I want to quote Shehadeh here to illustrate how deeply the imagery of Hamlet -- particularly but not exclusively the young angry Hamlet of Act I -- has become interwoven with formulations of Palestinian identity, Arab identity, and the conflict over Palestine. This is from Shehadeh's interview in David Grossman's 2002 book The Yellow Wind (also reviewed here). He says:
Of the two ways open to me as a Palestinian -- to surrender to the occupation and collaborate with it, or to take up arms against it, two possibilities which mean, to my mind, losing one's humanity -- I choose the third way. To remain here. To see how my home becomes my prison, which I do not want to leave, because the jailer will then not allow me to return.
I believe it is no stretch to read Shehadeh's refusal to "take up arms" as related to Hamlet's hesitation during the "to be or not to be" soliloquy -- how to commit oneself to fighting an evil so huge that, like a "sea of troubles," it will simply swallow up the humanity of anyone who engages with it? Shehadeh's "to surrender... and to collaborate" are symbolically identical, in Arab political discourse, with Hamlet's "to die, to sleep."
Two unsatisfactory options which leave him searching for a "third way," one that lets his essential humanity be recognized and gives him (at least) a voice in shaping how his history comes out. You can see where the impulse comes from. Even if you question its efficacy. (And now his latest book, ever searching for a place to stand, seems to be harking back to the Ottomans.)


- Exercise details
Everything from the line holding "Detect jeans. Return bbox as X1 Y1 X2 Y2." through the last line of the records should be repeated word for word, and pictures should be omitted.

- Data in this exercise
◆ ◆ ◆ ◆ ◆

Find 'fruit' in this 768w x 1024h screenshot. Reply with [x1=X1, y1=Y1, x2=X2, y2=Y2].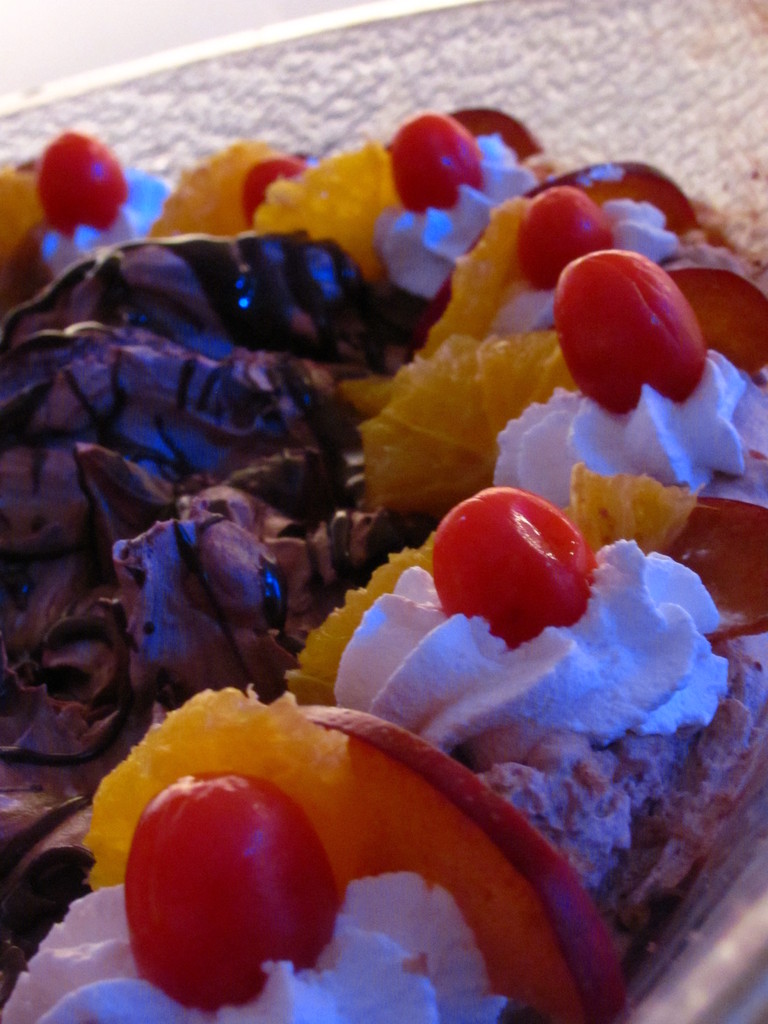
[x1=431, y1=484, x2=604, y2=634].
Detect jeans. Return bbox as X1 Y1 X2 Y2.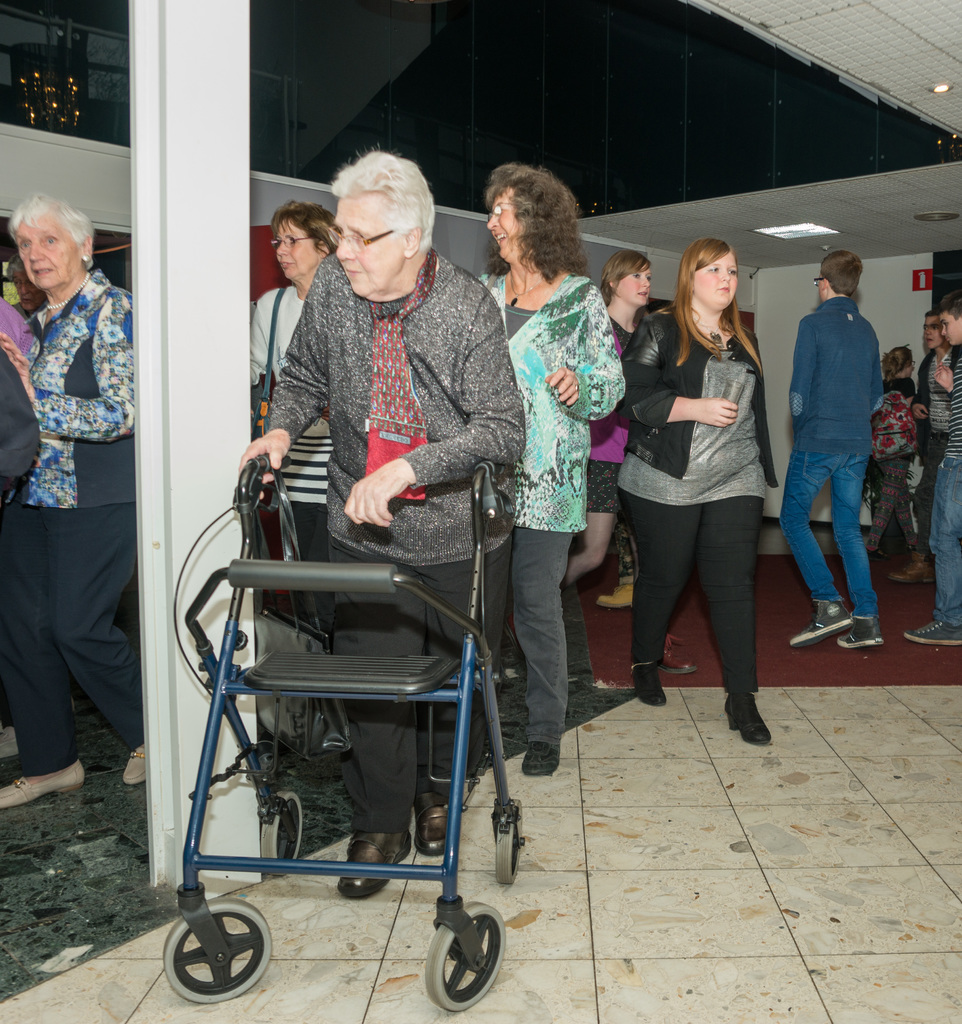
926 453 961 627.
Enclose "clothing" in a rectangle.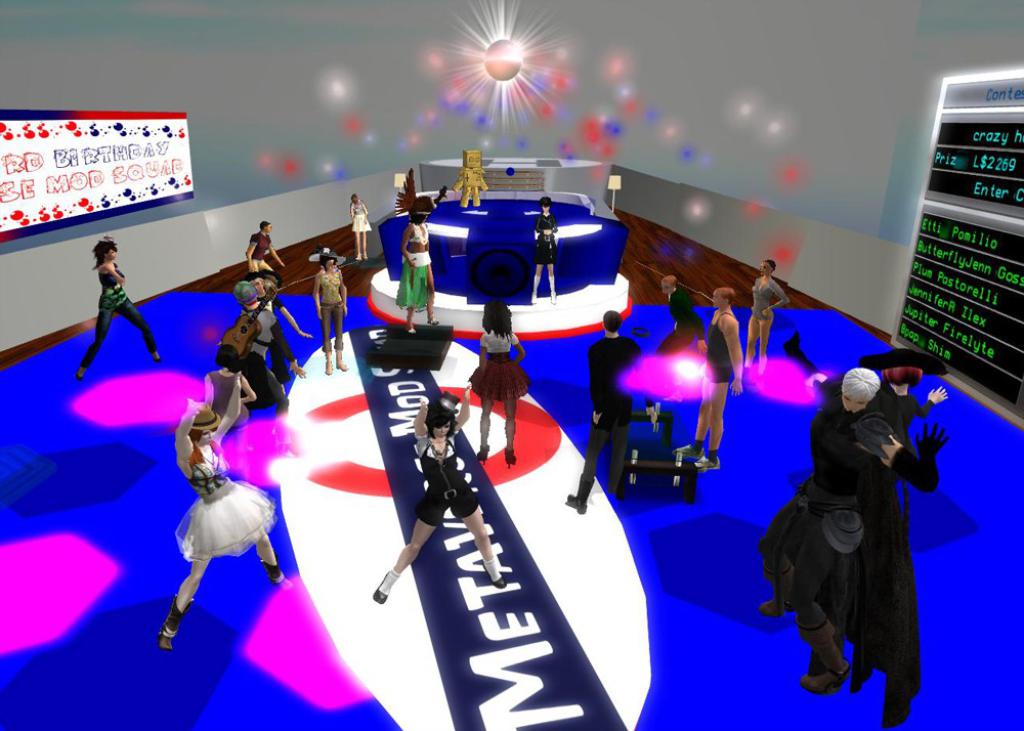
{"x1": 179, "y1": 437, "x2": 272, "y2": 570}.
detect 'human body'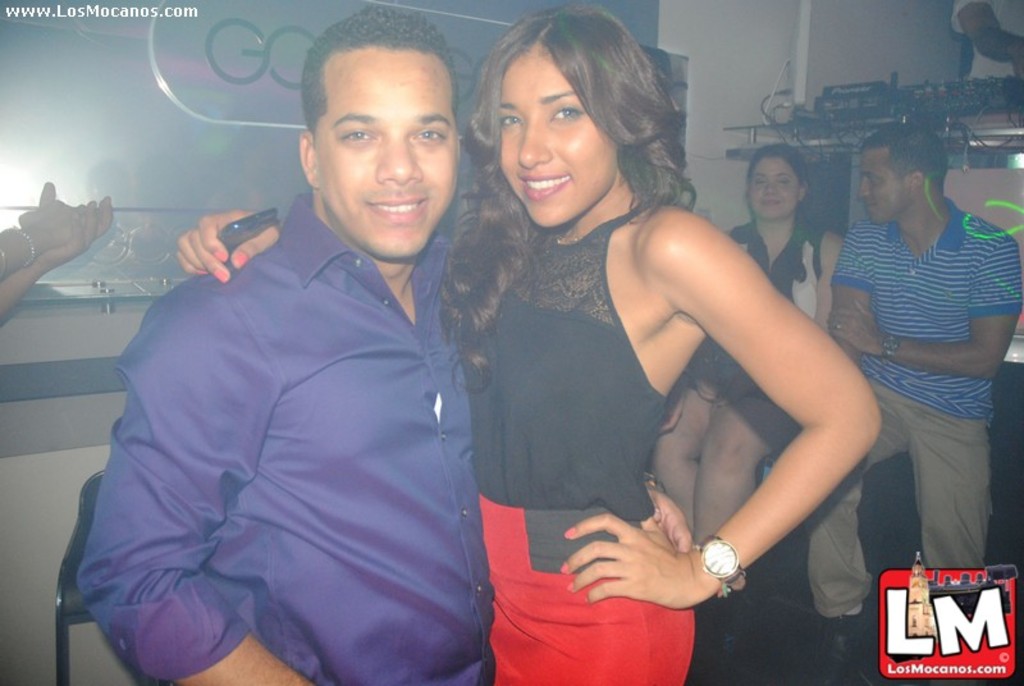
x1=653, y1=219, x2=847, y2=642
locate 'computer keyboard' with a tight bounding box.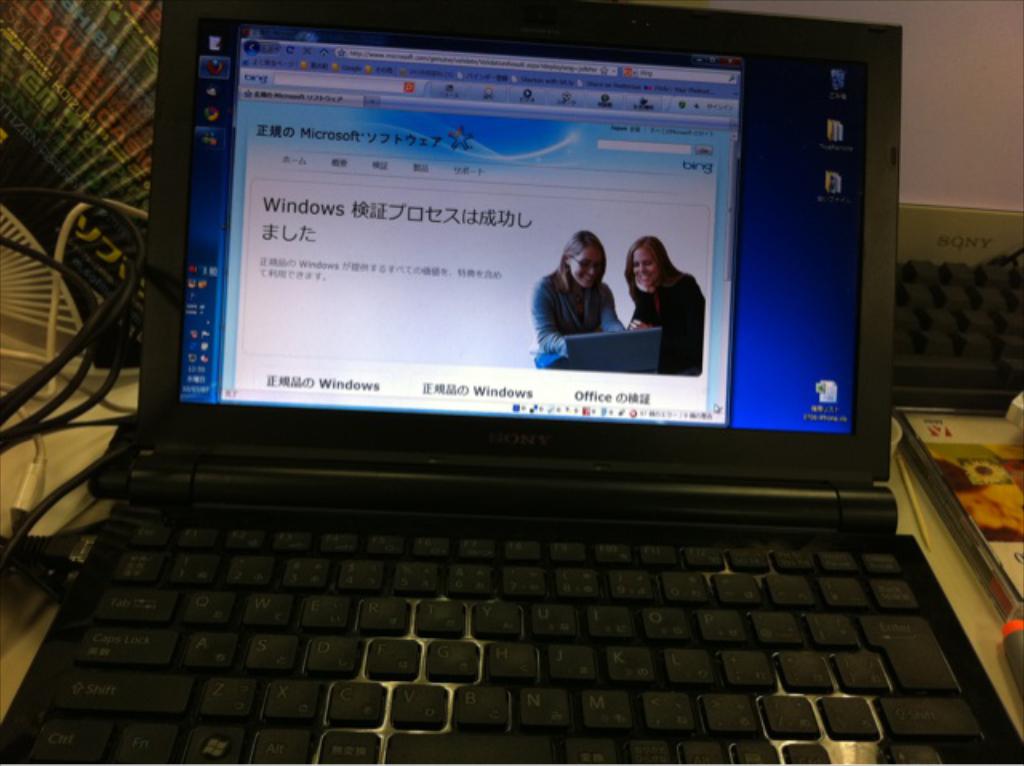
crop(0, 504, 1014, 764).
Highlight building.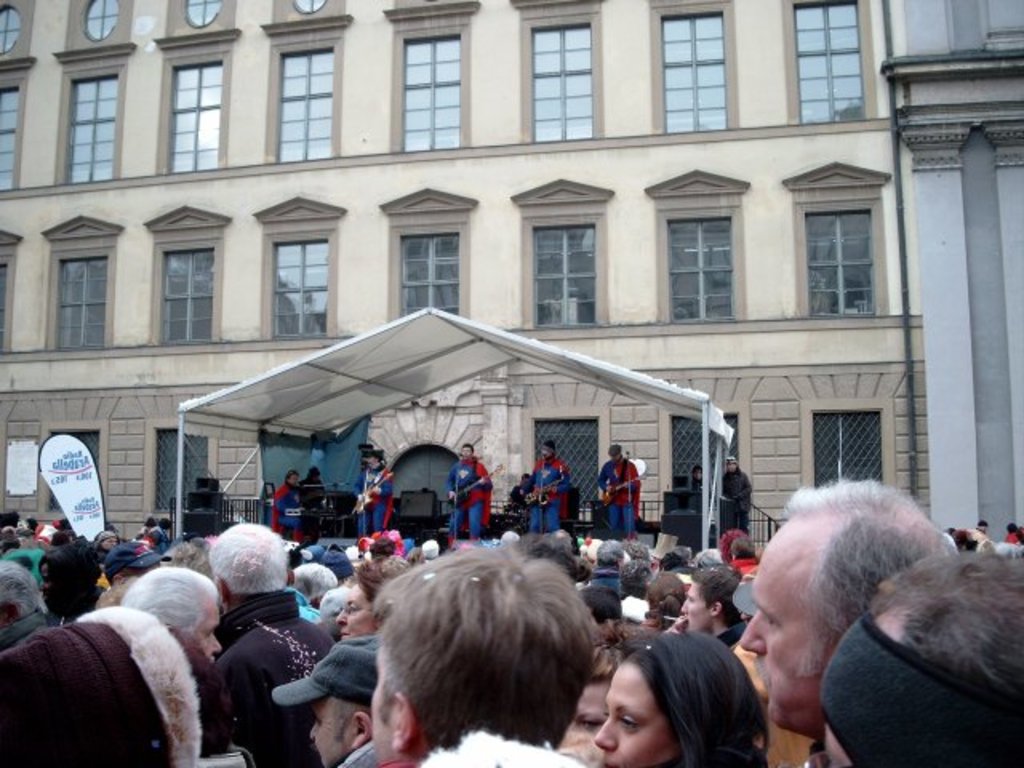
Highlighted region: crop(872, 0, 1022, 562).
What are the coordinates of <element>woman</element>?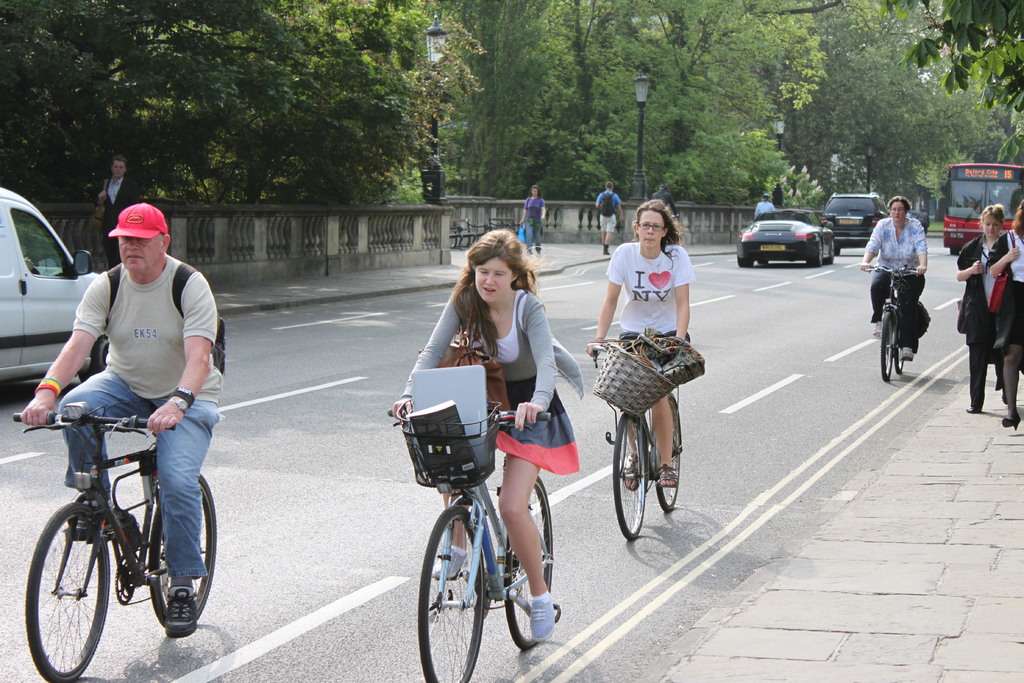
[left=946, top=204, right=1005, bottom=411].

◆ ◆ ◆ ◆ ◆

- Written reply
Detect jeans. Return bbox as X1 Y1 X2 Y2.
926 453 961 627.
Enclose "clothing" in a rectangle.
{"x1": 179, "y1": 437, "x2": 272, "y2": 570}.
detect 'human body'
x1=653, y1=219, x2=847, y2=642
locate 'computer keyboard' with a tight bounding box.
crop(0, 504, 1014, 764).
Highlight building.
Highlighted region: crop(872, 0, 1022, 562).
What are the coordinates of <element>woman</element>?
[left=946, top=204, right=1005, bottom=411].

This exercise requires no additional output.